Monday, March 23, 2015

A Tale of Two Conversations: Is what lawyers do really special enough to be an exception to automation?

Over the past few weeks, I  attended a couple of contrasting events that reflect the “battle lines”, if I may call them that, on the potential for technology to disrupt the way we currently practice and teach law. 

The first was a session of “legal rounds” held by Legal OnRamp at which I was an invited guest (via call-in through a webex connection).  This company is one of the new breed of legal service providers, with a mission to offer “Legal Intelligence Solutions that leverage expert people, best practice process, and state-of-the-art systems to support excellence in internal legal functions and tackle some of the most complex projects faced by legal teams.” See https://www.legalonramp.com/.  The conversation was lively, with lots of youthful enthusiasm and optimism. A good portion of the time was devoted to a serious discussion of how to allocate what we think of as legal work between people and machines, using as a starting point the concept of “heteromation” discussed in a September 2, 2014 posting on this site. 

A week later, Stanford’s CodeX Center for Legal Informatics and the Palo Alto Area Bar Association sponsored a panel on The Law Firm of the Future, and I was fortunate to be a member of the audience.  See the poster at https://www.law.stanford.edu/event/2015/03/04/the-law-firm-of-the-future and the video of the proceedings at www.youtube.com/watch?v=HvSFy5jpRDw.  Most of the participants on this panel – largely established practitioners – took the position that there was something inherently special about what lawyers do that will prevent the successful automation of those processes.  The one exception went, if anything, too far the other direction – although his starting point seemed valid to me. Such predominant conservatism is unusual for a CodeX event.

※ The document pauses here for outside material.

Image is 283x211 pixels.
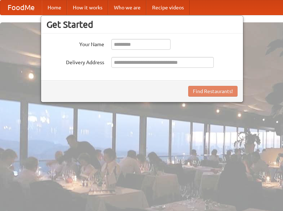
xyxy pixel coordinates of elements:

Given the nature of this blog, it is to be expected that I agreed with the speakers in the first session more than the second.  I came away from the Stanford panel a bit depressed.  The arrogance of our profession can be so tiresome.  Just because smart people can become very good at what they do does not mean a) that technology can’t improve/substitute for the process or b) that what they do is in fact the best way to accomplish the goal.  The pattern recognition skills that several of the speakers referred to as uniquely human are in fact likely to be far easier to automate than truly hard feature extraction problems like voice recognition software.   At this point, making progress on many legal automation targets is just a matter of envisioning the next steps and applying resources.  If legal tech startup funding continues to ramp up, the resource part may not be that much of a problem going forward.

Law is in the early stages of a relatively common, if often rocky, story: the passing of the importance of what has been a highly valued form of competence.  To illustrate this, think about the role of horsemanship in transportation.  Horsemanship was a terrific skill when horses were the best mode of land-based travel humans could access.  Really competent riders were at a premium and justifiably honored for their accomplishments.  When automobiles came along, however, suddenly horsemanship became largely irrelevant.  The analogy doesn’t map point for point on the changes we’ll see in the law, but the overall conclusions are useful – being really good at what has been in demand doesn’t make you irreplaceable.  In some ways, it just sets you up for a bigger fall.